Wednesday, July 04, 2012

Big damn heroes


Patience is one of the most important tools you can ever have at your disposal in life but especially when you're after something on Ebay and after several months my Ebay search netted me a reasonably priced copy of Bandai's "Heroes of Space" (featuring authentic former NASA astronauts).  The price tags on the box are for KB Toys ($17.99 scratched out and $9.99 written in), below that is a Toy Works price of $4.99 and on the left side of the box is yet another price sticker from Savers, showing a date of 2/23/11 and a price of $3.99.

I paid $19.99 for it on Ebay.  Seems a bit much since this toy has evidently bounced around a  few resellers in the last two decades and hit almost rock bottom for its price but consider that $19.99 is probably a little less than what this toy cost brand new, it is still in the box complete, and I have it in my studio now so ... the price is right.

The copyright on this toy is apparently 1990 so it's over two decades old (and part of the renewed interest in the 20th anniversary of the Moon Landing back then).  I vaguely remember seeing this toy when it was new (I think it was offered in the local Books A Million store) but I had no interest in it then.  My interest now is purely art, I have a thing for astronauts and the space program, part of my interest in macabre art.  Anyway, I've seen this set going for nearly $100 on Ebay so getting it for a fifth of that price is a bargain.  I'd already picked up the Alan Bean figure a few weeks back, sans helmet, and turned him into "Palinurus" (aka "Skully") which was supposed to be the dead astronaut mascot for my art studio "Spontaneous Necessities" ...


Here's a quicky of "Skully" ... the oversized skull gives him a SuperDeformed kind of caricature look that I'm not sure I'm happy with or not.  In a few months when the Halloween super stores start to reopen and the local craft stores stock skeletons and skulls and other good stuff I'll take Alan Bean with me and fit him for something more his size.  As it is, the pack of skulls that I have seem to be about 1:6 scale or the size of a 12" action figure.


In hindsight, maybe he shouldn't have taken his helmet off on the Moon ... that tends to ruin your complexion.

The goal of this project was to produce a "dead" astronaut toy that was somewhat realistic.  It became more of a superdeformed mascot but I think I'm going to steer the project back to the original goal.  The three astronauts are going to get skulled and detailed while the loose figure will probably get more of the mascot treatment.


» **Your task**
From the line that contains "The width and height of the screenshot is (1211, 579)." to the final line below, both included, print each line exactly and skip the pictures.

» **Supplied data**
[Start of Attachment]

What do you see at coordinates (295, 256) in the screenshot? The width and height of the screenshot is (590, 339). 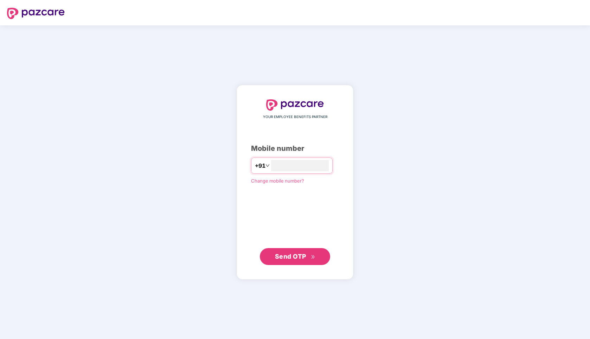 I see `button: Send OTPdouble-right` at bounding box center [295, 256].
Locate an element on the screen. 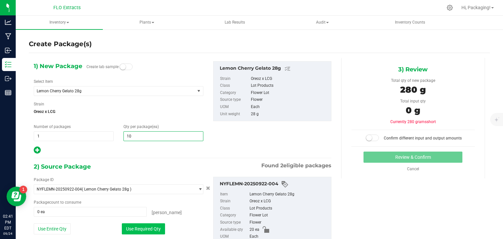 The image size is (503, 239). label: Select Item is located at coordinates (43, 81).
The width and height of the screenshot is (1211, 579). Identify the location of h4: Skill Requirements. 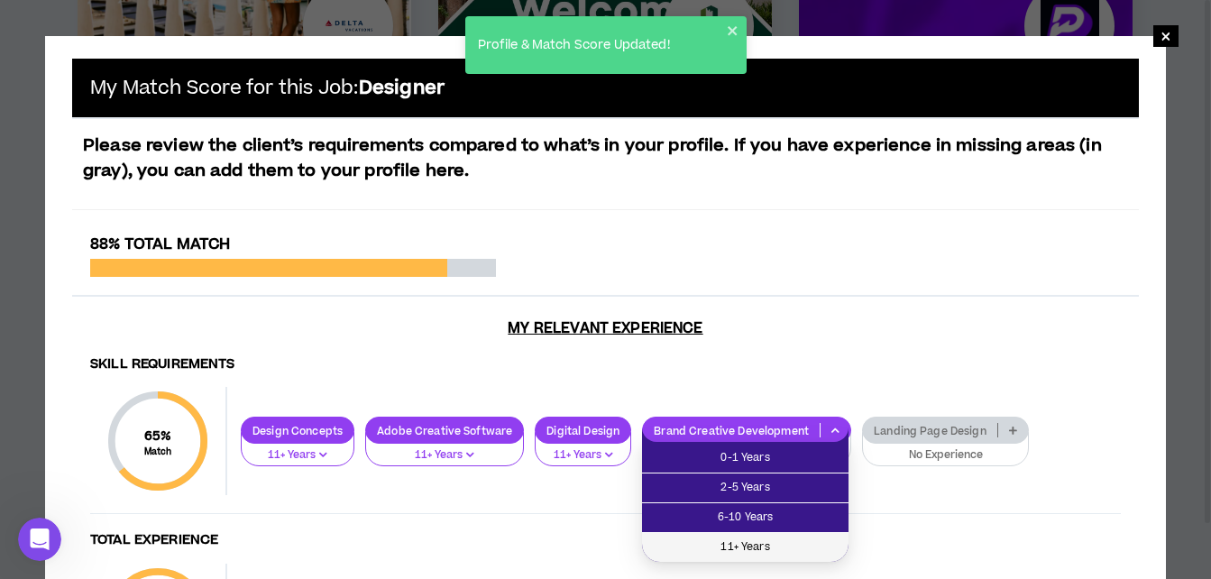
(605, 364).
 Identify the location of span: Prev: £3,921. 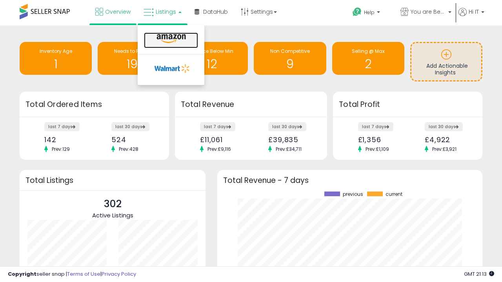
(444, 149).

[End of Attachment]

» **Task output**
The width and height of the screenshot is (1211, 579). Identify the location of h4: Skill Requirements. 
(605, 364).
 Identify the location of span: Prev: £3,921. 
(444, 149).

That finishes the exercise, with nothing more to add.